Kim Keenan, president, MMTC
Kim Keenan, president, MMTC

A leading advocacy voice in the minority community on communications policy has lent its voice to the growing debate over free data. Mobile providers are starting to rollout free data programs that experts say will help economically disadvantaged Black and Hispanic communities that are stranded on the wrong side of the so-called digital divide.

The paper from the Multicultural Media, Telecom and Internet Council (MMTC), comes as the FCC faces pressure to prohibit the free data packages by so-called Netroots activists who want to strictly limit the kind of plans that communications companies are able to offer to consumers regardless of their potential benefit to consumers.

Specifically, the fight centers around so called “zero-rated” plans, which allow consumers to visit certain websites without counting against their data allowances because the provider and/or the operators of the sites essentially pick up the tab. Free typically is not opposed, but the activists say that such plans give certain content providers an unfair advantage over others.

“The digital elite have dominated this discussion…and that has to stop,” MMTC President and Chief Executive Officer Kim Keenan told reporters, referring to Netroots activists and their supporters. Keenan added that free data is equivalent to toll-free calling. “And no one said there was anything wrong with that,” she said.

Indeed, consumer advocates say the free-data plans are a benefit to low-income individuals who already have limited access to the Internet because of the potential cost savings and the ability to access more Internet content either as part of a free data program or by using an original data allotment that wasn’t used on the free content. Maximizing Internet use and adoption is the only way to close the digital divide, and mobile Internet has helped minority communities make great progress.
Closing the digital divide is now critical as online barriers have dire social consequences. In today’s world technological literacy and Internet access is no longer a luxury, but a necessity in every household. From catching up on the news, paying bills, doing homework, and applying for public services to searching for jobs or accessing health records; the simple fact is that free data means more access to the Internet and its countless benefits.

To underscore the stakes involved, The Multicultural Media, Telecom and Internet Council released a study outlining the significant benefits of the free content being offered through the “zero-rated” plans being offered by telecom companies. The benefits, according to the report, include:

• At a time when the rise of mobile devices has made the Internet an indispensable tool of daily life, innovative new programs that increase the value of data plans without actually increasing their cost provide much-needed flexibility as demand for data increases.

• The opportunities for consumers are significant, with each of the four national mobile service providers offering free data programs that come in varying forms and are still evolving.

• Free data programs are especially important for disadvantaged African-Americans and Latinos, for whom “wireless connectivity is preferred” means of accessing the Internet.

• While some of the content providers picking up the tab for consumers run entertainment sites, the net effect for disadvantaged African-Americans and Latino is that the data they might have otherwise used will be available for more meaningful activities, like applying for jobs or taking online classes.

• “Premature or unnecessary intervention by an entity like the FCC would likely chill further experimentation with offerings such as free data,” the paper states. “An outcome that would prove devastating to consumers and contrary to the innovative ethos that has long permeated the U.S. wireless space.”

Beyond that, the report also offers an insight into the reception the free-data plans are receiving among consumers and even regulators. A recent survey by CTIA found that 85 percent of consumers described themselves as “extremely/somewhat likely to use more data if it didn’t count against their monthly data usage.” Case in point: T-Mobile’s Binge On program saw customers watching two times more on free streaming sites on plans with limited data. And even FCC Chairman Wheeler originally praised zero-rating plans, calling them “highly innovative and highly competitive.”

In attacking the free-data plans, the Netroots activists appear to be trying to rekindle the fight over net neutrality, the principle the FCC enshrined in regulation last year to ensure that Internet Service Providers treat all online content equally.

The critics of free-data plans contend that they allow larger content providers to attract more consumers at the expense of competitors that cannot afford to pick up the tab for mobile devise users who visit their sites.

But MMTC and others say that Netroots activists are taking a policy to absurd lengths and, in the process, neglecting economically disadvantaged people whose needs are getting lost in an abstract policy fight.

“Free data, a common business practice that has quickly diffused across the mobile broadband space, is a prominent feature of such heightened competition,” the MMTC report concludes. “The digital elite can afford to intellectualize the value of free data, but of communities of color, it can mean an affordable digital connection to the future.”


*Task goal*:
For the listing below, how many lines contain the word "passage"? Answer with only that figure.

*Information shown*:
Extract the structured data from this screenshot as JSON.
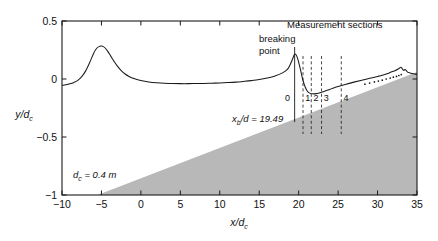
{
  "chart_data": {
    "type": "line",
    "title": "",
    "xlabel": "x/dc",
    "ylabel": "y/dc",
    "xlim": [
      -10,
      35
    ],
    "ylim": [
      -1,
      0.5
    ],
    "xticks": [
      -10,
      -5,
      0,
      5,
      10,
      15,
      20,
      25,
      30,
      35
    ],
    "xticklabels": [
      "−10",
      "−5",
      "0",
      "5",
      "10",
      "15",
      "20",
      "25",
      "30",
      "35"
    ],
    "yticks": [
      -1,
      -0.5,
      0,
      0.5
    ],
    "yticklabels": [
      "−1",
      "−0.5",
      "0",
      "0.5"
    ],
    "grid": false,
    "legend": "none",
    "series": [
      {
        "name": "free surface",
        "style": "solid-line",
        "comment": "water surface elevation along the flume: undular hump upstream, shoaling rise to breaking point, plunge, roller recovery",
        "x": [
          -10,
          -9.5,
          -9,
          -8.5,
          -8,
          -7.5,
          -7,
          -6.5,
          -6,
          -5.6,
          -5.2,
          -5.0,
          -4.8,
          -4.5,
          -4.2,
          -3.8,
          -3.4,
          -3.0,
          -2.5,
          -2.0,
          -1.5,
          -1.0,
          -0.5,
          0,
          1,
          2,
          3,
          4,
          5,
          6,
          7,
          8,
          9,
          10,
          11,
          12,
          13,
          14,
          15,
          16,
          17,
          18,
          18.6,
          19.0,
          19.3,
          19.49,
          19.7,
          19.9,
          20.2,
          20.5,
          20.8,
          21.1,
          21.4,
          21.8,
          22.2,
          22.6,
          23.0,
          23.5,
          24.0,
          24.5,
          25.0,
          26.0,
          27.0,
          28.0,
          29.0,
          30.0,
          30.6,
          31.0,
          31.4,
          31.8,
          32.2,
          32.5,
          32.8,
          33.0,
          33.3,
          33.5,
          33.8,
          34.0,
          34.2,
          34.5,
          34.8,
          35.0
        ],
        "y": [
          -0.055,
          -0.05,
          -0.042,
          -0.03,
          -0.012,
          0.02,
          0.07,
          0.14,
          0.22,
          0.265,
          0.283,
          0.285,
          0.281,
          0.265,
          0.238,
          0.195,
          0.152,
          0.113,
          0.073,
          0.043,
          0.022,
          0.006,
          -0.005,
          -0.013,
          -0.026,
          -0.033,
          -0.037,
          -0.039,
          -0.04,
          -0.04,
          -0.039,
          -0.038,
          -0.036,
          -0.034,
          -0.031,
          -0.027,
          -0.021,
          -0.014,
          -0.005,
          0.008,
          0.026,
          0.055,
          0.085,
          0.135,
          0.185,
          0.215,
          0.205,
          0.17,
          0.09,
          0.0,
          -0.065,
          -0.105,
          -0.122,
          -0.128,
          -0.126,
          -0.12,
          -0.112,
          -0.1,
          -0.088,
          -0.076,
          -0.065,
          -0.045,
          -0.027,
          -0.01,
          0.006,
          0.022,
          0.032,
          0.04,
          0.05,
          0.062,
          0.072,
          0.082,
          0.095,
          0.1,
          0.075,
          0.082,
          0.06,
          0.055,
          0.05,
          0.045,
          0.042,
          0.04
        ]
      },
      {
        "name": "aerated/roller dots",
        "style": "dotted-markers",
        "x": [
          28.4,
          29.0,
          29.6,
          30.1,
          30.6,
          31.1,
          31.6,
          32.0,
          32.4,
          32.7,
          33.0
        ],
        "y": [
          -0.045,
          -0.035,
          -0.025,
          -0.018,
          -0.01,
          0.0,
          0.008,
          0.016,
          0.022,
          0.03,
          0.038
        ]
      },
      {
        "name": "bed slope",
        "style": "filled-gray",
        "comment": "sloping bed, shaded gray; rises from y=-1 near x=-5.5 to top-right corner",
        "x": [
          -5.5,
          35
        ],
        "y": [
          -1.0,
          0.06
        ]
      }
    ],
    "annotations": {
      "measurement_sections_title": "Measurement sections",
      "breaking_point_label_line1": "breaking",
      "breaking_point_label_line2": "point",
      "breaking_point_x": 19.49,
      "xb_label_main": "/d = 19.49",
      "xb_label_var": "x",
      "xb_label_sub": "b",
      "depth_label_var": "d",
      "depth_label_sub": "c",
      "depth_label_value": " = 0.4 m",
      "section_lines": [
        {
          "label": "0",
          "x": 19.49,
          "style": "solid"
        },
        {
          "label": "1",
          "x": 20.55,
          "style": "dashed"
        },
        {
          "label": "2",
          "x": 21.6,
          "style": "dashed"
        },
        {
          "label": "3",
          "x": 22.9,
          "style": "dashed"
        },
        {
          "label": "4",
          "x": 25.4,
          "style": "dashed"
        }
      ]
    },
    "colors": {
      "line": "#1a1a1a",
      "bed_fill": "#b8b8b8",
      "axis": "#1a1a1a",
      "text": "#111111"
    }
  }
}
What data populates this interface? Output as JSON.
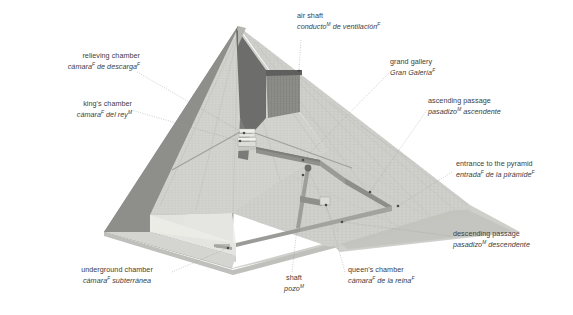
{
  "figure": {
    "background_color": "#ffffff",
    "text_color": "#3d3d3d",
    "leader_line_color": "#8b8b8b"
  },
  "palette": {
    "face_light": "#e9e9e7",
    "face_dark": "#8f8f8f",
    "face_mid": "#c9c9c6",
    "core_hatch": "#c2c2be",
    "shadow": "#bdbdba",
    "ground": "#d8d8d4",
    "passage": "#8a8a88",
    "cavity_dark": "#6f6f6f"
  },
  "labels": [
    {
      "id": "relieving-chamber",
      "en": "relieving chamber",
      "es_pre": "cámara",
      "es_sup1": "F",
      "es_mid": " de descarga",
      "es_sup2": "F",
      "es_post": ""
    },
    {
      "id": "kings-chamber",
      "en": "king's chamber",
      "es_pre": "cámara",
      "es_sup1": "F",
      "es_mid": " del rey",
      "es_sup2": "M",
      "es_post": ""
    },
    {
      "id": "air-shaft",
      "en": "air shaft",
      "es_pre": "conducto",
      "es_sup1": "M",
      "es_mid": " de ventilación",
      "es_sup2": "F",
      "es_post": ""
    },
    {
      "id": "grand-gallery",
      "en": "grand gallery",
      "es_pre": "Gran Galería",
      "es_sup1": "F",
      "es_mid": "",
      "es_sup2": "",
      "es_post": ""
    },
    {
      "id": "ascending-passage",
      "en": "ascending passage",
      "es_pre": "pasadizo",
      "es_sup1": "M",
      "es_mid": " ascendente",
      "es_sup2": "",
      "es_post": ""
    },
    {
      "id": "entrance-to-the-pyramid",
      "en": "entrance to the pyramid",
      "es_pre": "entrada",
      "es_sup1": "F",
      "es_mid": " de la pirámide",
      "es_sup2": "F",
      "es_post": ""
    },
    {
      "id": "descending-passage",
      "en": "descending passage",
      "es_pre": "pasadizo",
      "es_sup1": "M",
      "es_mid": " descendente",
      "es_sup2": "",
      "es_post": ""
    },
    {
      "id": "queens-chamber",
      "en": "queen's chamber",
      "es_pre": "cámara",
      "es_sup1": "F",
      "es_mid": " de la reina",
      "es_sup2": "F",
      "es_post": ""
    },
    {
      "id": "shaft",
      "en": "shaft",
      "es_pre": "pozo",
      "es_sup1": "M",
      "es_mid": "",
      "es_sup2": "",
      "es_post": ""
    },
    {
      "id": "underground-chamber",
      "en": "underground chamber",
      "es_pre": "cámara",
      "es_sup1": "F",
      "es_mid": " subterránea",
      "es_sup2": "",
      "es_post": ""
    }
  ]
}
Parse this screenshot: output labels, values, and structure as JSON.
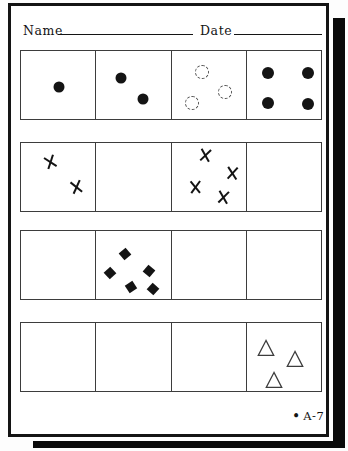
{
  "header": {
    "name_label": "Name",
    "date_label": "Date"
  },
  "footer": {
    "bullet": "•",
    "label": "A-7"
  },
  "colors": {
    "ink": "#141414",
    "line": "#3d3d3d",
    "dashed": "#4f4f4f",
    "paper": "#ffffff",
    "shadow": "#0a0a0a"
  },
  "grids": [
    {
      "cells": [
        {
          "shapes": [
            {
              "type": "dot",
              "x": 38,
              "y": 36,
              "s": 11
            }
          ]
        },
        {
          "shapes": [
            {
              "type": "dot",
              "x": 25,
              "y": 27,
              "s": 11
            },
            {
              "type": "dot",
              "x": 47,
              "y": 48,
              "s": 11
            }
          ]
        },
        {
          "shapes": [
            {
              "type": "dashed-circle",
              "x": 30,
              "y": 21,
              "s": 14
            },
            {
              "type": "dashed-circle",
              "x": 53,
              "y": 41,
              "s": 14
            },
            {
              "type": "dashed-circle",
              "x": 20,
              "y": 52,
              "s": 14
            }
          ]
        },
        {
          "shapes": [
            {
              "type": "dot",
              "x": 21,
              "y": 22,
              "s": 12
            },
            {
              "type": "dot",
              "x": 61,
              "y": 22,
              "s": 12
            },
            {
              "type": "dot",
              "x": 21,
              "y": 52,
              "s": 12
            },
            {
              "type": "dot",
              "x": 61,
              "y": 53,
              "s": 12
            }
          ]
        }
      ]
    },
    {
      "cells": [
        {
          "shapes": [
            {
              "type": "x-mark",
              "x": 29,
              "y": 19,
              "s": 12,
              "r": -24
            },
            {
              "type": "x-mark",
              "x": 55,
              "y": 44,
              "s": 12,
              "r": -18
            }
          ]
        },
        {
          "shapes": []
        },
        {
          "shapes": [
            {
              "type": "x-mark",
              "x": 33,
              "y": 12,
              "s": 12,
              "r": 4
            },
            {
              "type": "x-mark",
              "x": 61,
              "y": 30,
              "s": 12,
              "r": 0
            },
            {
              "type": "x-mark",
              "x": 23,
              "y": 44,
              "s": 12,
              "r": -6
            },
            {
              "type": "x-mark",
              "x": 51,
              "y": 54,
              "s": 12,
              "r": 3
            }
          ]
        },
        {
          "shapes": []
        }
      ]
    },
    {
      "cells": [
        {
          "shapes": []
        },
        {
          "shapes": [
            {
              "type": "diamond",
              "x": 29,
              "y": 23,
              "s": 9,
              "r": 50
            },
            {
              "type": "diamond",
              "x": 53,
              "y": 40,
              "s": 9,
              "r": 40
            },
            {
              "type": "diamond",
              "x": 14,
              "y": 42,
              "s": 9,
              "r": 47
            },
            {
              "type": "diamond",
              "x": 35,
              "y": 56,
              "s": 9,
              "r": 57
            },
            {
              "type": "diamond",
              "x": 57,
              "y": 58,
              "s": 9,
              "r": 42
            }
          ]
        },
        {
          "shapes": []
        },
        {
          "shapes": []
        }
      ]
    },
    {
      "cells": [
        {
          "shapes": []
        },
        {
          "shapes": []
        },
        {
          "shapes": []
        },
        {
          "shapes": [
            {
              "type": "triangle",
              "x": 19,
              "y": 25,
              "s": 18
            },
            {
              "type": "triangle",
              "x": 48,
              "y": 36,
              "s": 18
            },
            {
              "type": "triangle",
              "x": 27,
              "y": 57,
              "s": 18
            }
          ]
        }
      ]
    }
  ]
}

*Completed exercise*:
5